At the Four Seasons Hotel’s chic Yew restaurant, half of the breakfast customers are hotel guests and half are drawn from outside the hotel. The Coffee Culture Bar, featuring 49th Parallel artisanal coffee, attracts local customers. There’s Yew-to-go with smoothies and a selection of breakfast bagels, and on weekends the Full Event Brunch menu gives diners the choice between three courses from the “To Start,” “To Follow” and “Dessert Tapas” menu. “It’s three courses for $27

— and with our Sunday half-price wine promotion — it’s something fun to do without feeling it in the wallet,” says chef Oliver Beckert. Beckert has also introduced innovations such as hot minidoughnuts and Yew Signature Sodas, including rhubarb, mint and lime or cinnamon, apple and lemon. “The bread basket wasn’t right, so we bought a doughnut machine and now have baskets of mini-doughnuts with chocolate ganache or cinnamon sugar on the table,” he says. “People get so excited.”

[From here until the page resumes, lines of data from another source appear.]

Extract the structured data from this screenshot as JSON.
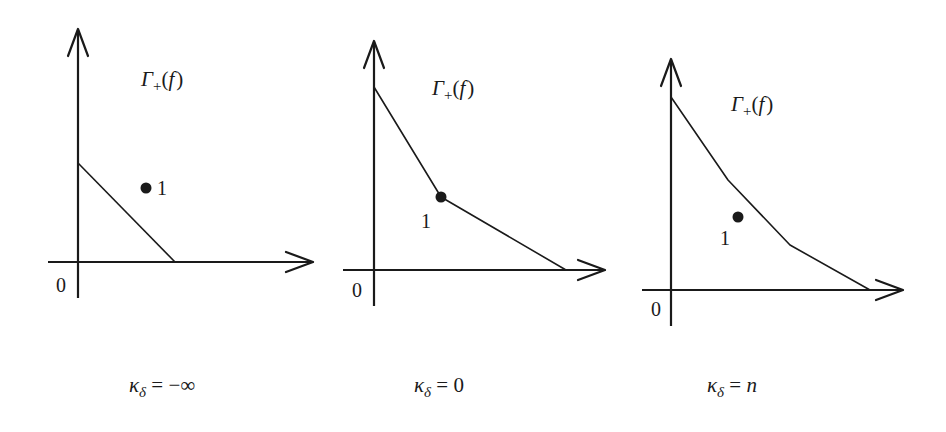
{
  "figure": {
    "panels": [
      {
        "id": "panel-1",
        "region_label": {
          "main": "Γ",
          "sub": "+",
          "arg": "(",
          "f": "f",
          "close": ")"
        },
        "origin_label": "0",
        "point_label": "1",
        "caption": {
          "kappa": "κ",
          "sub": "δ",
          "rel": " = ",
          "value": "−∞"
        },
        "axes": {
          "origin": [
            78,
            262
          ],
          "y_top": 28,
          "y_bottom": 298,
          "x_left": 48,
          "x_right": 313
        },
        "newton_polygon": [
          [
            78,
            163
          ],
          [
            175,
            262
          ]
        ],
        "point": [
          146,
          188
        ]
      },
      {
        "id": "panel-2",
        "region_label": {
          "main": "Γ",
          "sub": "+",
          "arg": "(",
          "f": "f",
          "close": ")"
        },
        "origin_label": "0",
        "point_label": "1",
        "caption": {
          "kappa": "κ",
          "sub": "δ",
          "rel": " = ",
          "value": "0"
        },
        "axes": {
          "origin": [
            374,
            270
          ],
          "y_top": 40,
          "y_bottom": 306,
          "x_left": 343,
          "x_right": 605
        },
        "newton_polygon": [
          [
            374,
            87
          ],
          [
            441,
            197
          ],
          [
            566,
            270
          ]
        ],
        "point": [
          441,
          197
        ]
      },
      {
        "id": "panel-3",
        "region_label": {
          "main": "Γ",
          "sub": "+",
          "arg": "(",
          "f": "f",
          "close": ")"
        },
        "origin_label": "0",
        "point_label": "1",
        "caption": {
          "kappa": "κ",
          "sub": "δ",
          "rel": " = ",
          "value": "n"
        },
        "axes": {
          "origin": [
            671,
            290
          ],
          "y_top": 58,
          "y_bottom": 326,
          "x_left": 642,
          "x_right": 903
        },
        "newton_polygon": [
          [
            671,
            97
          ],
          [
            728,
            180
          ],
          [
            790,
            245
          ],
          [
            870,
            290
          ]
        ],
        "point": [
          738,
          217
        ]
      }
    ]
  },
  "colors": {
    "ink": "#1a1a1a",
    "background": "#ffffff"
  }
}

“It attracts additional business and lets people know that Yew is not a boring hotel restaurant.”

Perhaps that’s a mantra breakfast restaurants across the country have also been repeating. While breakfast used to mean the skimpiest of menus, including eggs, bacon and home fries, today’s inventive chefs have carved out a high-end breakfast niche, mid-scale operators have serious breakfast bona fides, and the QSR scene, with its coffee war, expanded menu and constant innovation is anything but boring. What’s next remains to be seen, but if consumer research provides any indication, breakfast offerings will continue to be convenient, fast and delicious.

For more promotional ideas, merchandising tips, new product announcements, recipes and expanded breakfast offerings, visit foodserviceandhospitality.com and click FoodPlus.